CPD CONTRIBUTIONS
- PD to Advance Black Racial Solidarity: De-Westernizing Diasporic Alliances May 18, 2021
- PD to Advance Black Racial Solidarity: Electing Black Women Promotes Democratic Ideals Apr 29, 2021
- PD to Advance Black Racial Solidarity: Black Women & the Labor of Racial Justice Movements Mar 30, 2021
- PD to Advance Black Racial Solidarity: African American State Actors & Symbolic U.S. Diplomacy Mar 2, 2021
- Finding Common Ground from Pakistan to New Orleans Feb 22, 2016
Shearon Roberts, Ph.D. is Associate Professor of Mass Communication and faculty member in African American and Diaspora Studies at Xavier University in New Orleans. She is the director of Xavier’s Exponential Honors Program. She earned a Ph.D. in Latin American Studies from Tulane University’s Roger Thayer Stone Center for Latin American Studies. She researches comparative media systems; mainstream media representations of race, gender and the developing world; Latin America and Caribbean media; and international development. She has published on the role of the media in post-disaster recovery. Her forthcoming book Media Discourse in Haiti examines the last decade in Haiti through the lens of Haiti’s media as the country recovered from the 2010 earthquake. She is co-editor of HBO’s Treme and Post-Katrina Catharsis: The Mediated Rebirth of New Orleans and co-author of Oil and Water: Media Lessons from Hurricane Katrina and the Deepwater Horizon Oil Disaster. She studies the impact of digital media and social movements and is the editor of the 2020 book: Recasting the Disney Princess in an Era of New Media and Social Movements. She has worked as a reporter covering Latin America and the Caribbean, and holds an M.M.C. from Louisiana State University and a B.A. in Mass Communication, with a double minor in Spanish and French from Dillard University in New Orleans.
Roberts’ 2021-2023 CPD Research Fellowship project, City Diplomacy in Advancing Black Racial Solidarity: Opportunities and Implications in the Wake of Social Justice Movements, aims to add to the work of scholars on the potential of the sister cities model as a vehicle to engage in global citizen diplomacy.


What you have to do —
Extract each line from the entries below that has the string "circled" in it.

Dataset content —
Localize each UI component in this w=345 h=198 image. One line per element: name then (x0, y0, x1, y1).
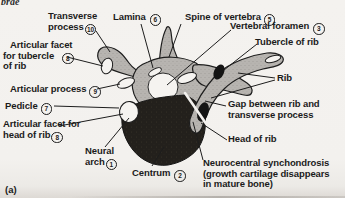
label-text: Head of rib (228, 133, 277, 144)
label-transverse-process: Transverse process10 (48, 11, 97, 32)
label-text: Tubercle of rib (255, 36, 319, 47)
label-rib: Rib (277, 73, 292, 84)
label-lamina: Lamina6 (113, 12, 161, 23)
label-vertebral-foramen: Vertebral foramen3 (230, 21, 325, 32)
label-text: Articular process (10, 83, 86, 94)
label-text: in mature bone) (203, 178, 273, 189)
label-articular-process: Articular process9 (10, 84, 101, 95)
label-gap-rib-transverse: Gap between rib and transverse process (228, 99, 320, 120)
scan-shadow (70, 196, 345, 198)
label-text: (growth cartilage disappears (203, 168, 330, 179)
label-text: Vertebral foramen (230, 20, 309, 31)
leader-lamina (141, 24, 153, 68)
panel-letter: (a) (5, 184, 17, 195)
circled-number-3: 3 (313, 23, 325, 35)
label-articular-facet-head: Articular facet for head of rib8 (3, 119, 80, 140)
label-text: of rib (3, 60, 26, 71)
circled-number-8: 8 (51, 132, 63, 144)
label-articular-facet-tubercle: Articular facet for tubercle8 of rib (3, 40, 74, 72)
label-text: for tubercle (3, 50, 54, 61)
label-text: Articular facet (10, 39, 72, 50)
circled-number-9: 9 (89, 86, 101, 98)
label-centrum: Centrum2 (132, 168, 186, 179)
page-text-fragment: brae (1, 0, 19, 7)
label-head-of-rib: Head of rib (228, 134, 277, 145)
label-neural-arch: Neural arch1 (85, 146, 117, 167)
label-text: Transverse (48, 10, 97, 21)
leader-pedicle (54, 106, 119, 108)
label-text: Pedicle (5, 100, 38, 111)
label-text: arch (85, 156, 105, 167)
circled-number-8: 8 (62, 53, 74, 65)
label-text: Centrum (132, 167, 170, 178)
circled-number-6: 6 (150, 14, 162, 26)
label-neurocentral-synchondrosis: Neurocentral synchondrosis (growth carti… (203, 158, 330, 190)
label-text: Neurocentral synchondrosis (203, 157, 329, 168)
label-pedicle: Pedicle7 (5, 101, 52, 112)
label-text: head of rib (3, 129, 50, 140)
label-text: Neural (85, 145, 114, 156)
circled-number-7: 7 (41, 103, 53, 115)
label-text: Gap between rib and (228, 98, 320, 109)
circled-number-2: 2 (174, 170, 186, 182)
circled-number-1: 1 (106, 159, 118, 171)
label-text: transverse process (228, 109, 313, 120)
label-tubercle-of-rib: Tubercle of rib (255, 37, 319, 48)
label-text: Articular facet for (3, 118, 80, 129)
vertebra-figure: brae Transverse process10 Lamina6 Spine … (0, 0, 345, 198)
label-text: Rib (277, 72, 292, 83)
label-text: process (48, 21, 84, 32)
label-text: Lamina (113, 11, 146, 22)
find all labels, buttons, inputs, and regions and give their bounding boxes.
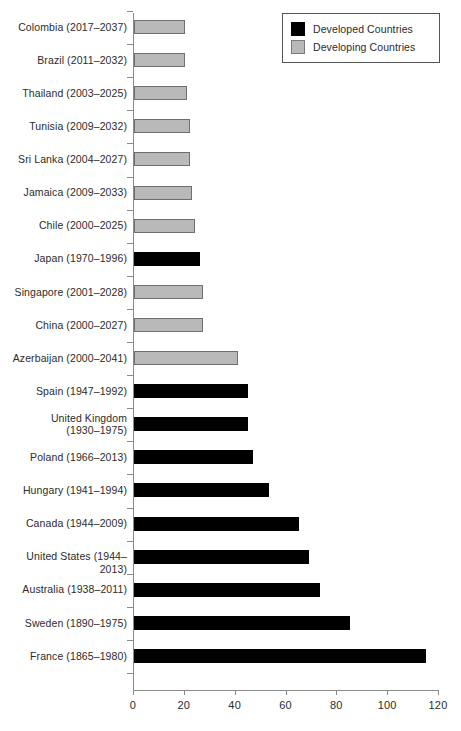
bar <box>134 616 350 630</box>
chart-legend: Developed Countries Developing Countries <box>282 13 440 63</box>
category-label-line: Japan (1970–1996) <box>1 252 127 265</box>
category-label: United Kingdom(1930–1975) <box>1 412 127 437</box>
category-label-line: Sweden (1890–1975) <box>1 617 127 630</box>
bar <box>134 517 299 531</box>
category-label: United States (1944–2013) <box>1 550 127 575</box>
bar <box>134 285 203 299</box>
y-axis-tick <box>127 309 133 310</box>
x-axis-tick-label: 40 <box>228 699 241 711</box>
legend-swatch-developing-icon <box>291 40 305 54</box>
category-label: Hungary (1941–1994) <box>1 484 127 497</box>
bar <box>134 384 248 398</box>
y-axis-tick <box>127 276 133 277</box>
y-axis-tick <box>127 474 133 475</box>
category-label: Poland (1966–2013) <box>1 451 127 464</box>
y-axis-tick <box>127 11 133 12</box>
y-axis-tick <box>127 574 133 575</box>
category-label-line: Sri Lanka (2004–2027) <box>1 153 127 166</box>
x-axis-tick <box>336 690 337 695</box>
category-label: Japan (1970–1996) <box>1 252 127 265</box>
y-axis-tick <box>127 210 133 211</box>
y-axis-tick <box>127 375 133 376</box>
x-axis-tick-label: 120 <box>429 699 448 711</box>
bar <box>134 86 187 100</box>
bar <box>134 152 190 166</box>
category-label-line: France (1865–1980) <box>1 650 127 663</box>
category-label: Sweden (1890–1975) <box>1 617 127 630</box>
category-label-line: Hungary (1941–1994) <box>1 484 127 497</box>
category-label-line: United States (1944–2013) <box>1 550 127 575</box>
y-axis-tick <box>127 508 133 509</box>
legend-entry-developing: Developing Countries <box>291 38 431 56</box>
category-label: Chile (2000–2025) <box>1 219 127 232</box>
y-axis-tick <box>127 177 133 178</box>
bar <box>134 417 248 431</box>
bar <box>134 483 269 497</box>
category-label-group: Colombia (2017–2037)Brazil (2011–2032)Th… <box>0 0 127 731</box>
bar <box>134 53 185 67</box>
legend-swatch-developed-icon <box>291 22 305 36</box>
bar <box>134 186 192 200</box>
y-axis-tick <box>127 541 133 542</box>
bar <box>134 351 238 365</box>
category-label: Jamaica (2009–2033) <box>1 186 127 199</box>
category-label-line: Colombia (2017–2037) <box>1 21 127 34</box>
y-axis-tick <box>127 110 133 111</box>
bar <box>134 583 320 597</box>
x-axis-tick <box>387 690 388 695</box>
bar <box>134 318 203 332</box>
y-axis-tick <box>127 342 133 343</box>
category-label: Canada (1944–2009) <box>1 517 127 530</box>
legend-label-developed: Developed Countries <box>313 23 413 35</box>
category-label-line: Singapore (2001–2028) <box>1 286 127 299</box>
x-axis-tick-label: 20 <box>178 699 191 711</box>
y-axis-tick <box>127 243 133 244</box>
category-label-line: (1930–1975) <box>1 424 127 437</box>
bar <box>134 450 253 464</box>
category-label: Australia (1938–2011) <box>1 583 127 596</box>
bar <box>134 119 190 133</box>
category-label-line: Canada (1944–2009) <box>1 517 127 530</box>
y-axis-tick <box>127 640 133 641</box>
category-label: Azerbaijan (2000–2041) <box>1 352 127 365</box>
bar <box>134 20 185 34</box>
category-label: Thailand (2003–2025) <box>1 87 127 100</box>
category-label: Singapore (2001–2028) <box>1 286 127 299</box>
category-label-line: Jamaica (2009–2033) <box>1 186 127 199</box>
bar <box>134 252 200 266</box>
category-label: Spain (1947–1992) <box>1 385 127 398</box>
bar-chart: Developed Countries Developing Countries… <box>0 0 461 731</box>
category-label-line: Thailand (2003–2025) <box>1 87 127 100</box>
bar <box>134 550 309 564</box>
category-label-line: Tunisia (2009–2032) <box>1 120 127 133</box>
x-axis-tick <box>235 690 236 695</box>
y-axis-tick <box>127 143 133 144</box>
y-axis-tick <box>127 408 133 409</box>
category-label-line: China (2000–2027) <box>1 319 127 332</box>
category-label-line: Azerbaijan (2000–2041) <box>1 352 127 365</box>
legend-label-developing: Developing Countries <box>313 41 415 53</box>
category-label-line: Brazil (2011–2032) <box>1 54 127 67</box>
x-axis-tick-label: 60 <box>279 699 292 711</box>
category-label: Colombia (2017–2037) <box>1 21 127 34</box>
x-axis-tick-label: 100 <box>378 699 397 711</box>
x-axis-tick <box>133 690 134 695</box>
x-axis-tick <box>184 690 185 695</box>
category-label: Sri Lanka (2004–2027) <box>1 153 127 166</box>
x-axis-tick-label: 80 <box>330 699 343 711</box>
x-axis-tick <box>286 690 287 695</box>
x-axis-tick <box>438 690 439 695</box>
category-label: Tunisia (2009–2032) <box>1 120 127 133</box>
category-label-line: Spain (1947–1992) <box>1 385 127 398</box>
legend-entry-developed: Developed Countries <box>291 20 431 38</box>
category-label: China (2000–2027) <box>1 319 127 332</box>
bar <box>134 649 426 663</box>
y-axis-tick <box>127 607 133 608</box>
bar <box>134 219 195 233</box>
category-label-line: Poland (1966–2013) <box>1 451 127 464</box>
y-axis-tick <box>127 77 133 78</box>
y-axis-tick <box>127 673 133 674</box>
y-axis-tick <box>127 44 133 45</box>
category-label-line: Chile (2000–2025) <box>1 219 127 232</box>
category-label: France (1865–1980) <box>1 650 127 663</box>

Exercise solution —
circled-number-3: 3 (313, 23, 325, 35)
circled-number-8: 8 (51, 132, 63, 144)
circled-number-9: 9 (89, 86, 101, 98)
circled-number-8: 8 (62, 53, 74, 65)
circled-number-6: 6 (150, 14, 162, 26)
circled-number-7: 7 (41, 103, 53, 115)
circled-number-2: 2 (174, 170, 186, 182)
circled-number-1: 1 (106, 159, 118, 171)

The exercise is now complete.